At that time, I moved with my brother Leibush, into a house that had been bombed. There we founded a Reishe committee together with Dr. Infeld, Dr. Rozengarten, and Volf Reichtal. Firstly, we turned to a fellow citizen of Reishe living in west New York, Mr. Yitzchak Lev, who immediately responded warmly and encouraged the committee to receive all the former Reishe residents who returned from the camps. It did not take long before the Reishe committee in Varotzlav began to receive parcels, and also the first $1000. This assistance, that was maintained by Yitzchak Lev, was then of very great importance, but the main goal of the committee, was to help the Holocaust survivors to leave Poland.

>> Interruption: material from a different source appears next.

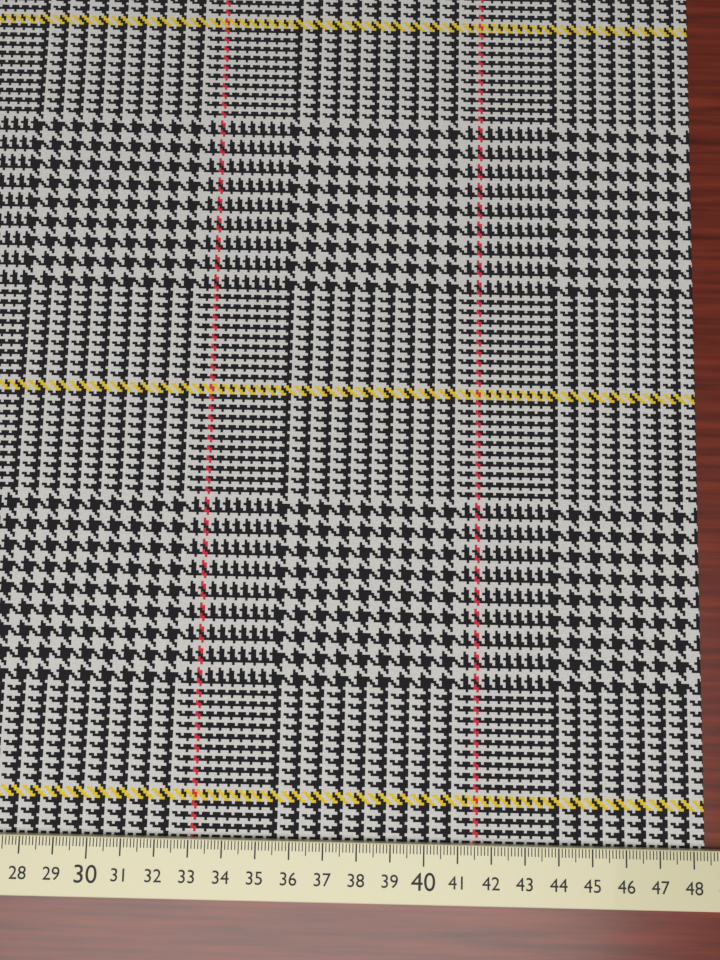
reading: 48.4 cm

First of all, the committee began to establish a list of the Reishe survivors. Only later, it became evident how significant this list was. The names of the Reishe residents in Varotzlav, and in Poland, were sent into the free world, and through this list, many found their relatives. The committee was also successful in helping the Reishe survivors to get out of Poland. Many of them travelled various diverse routes and later arrived in America and Israel.
In 1947, my brother Leibush and I, arrived in New York. Our brothers, who were already American citizens, took up their surviving brothers with open arms.
In the Land of Israel, I found great consolation for all the suffering. In the Spring of 1965, I visited Israel together with my wife Hilda, for the second time. We hope to settle in Israel, because only in Israel can we continue Jewish life in Reishe style.
Let us also hope , that the book of Reishe will remain an eternal remembrance for the Jews of Reishe, and in this holy book, they will find consolation for the great loss that they suffered there.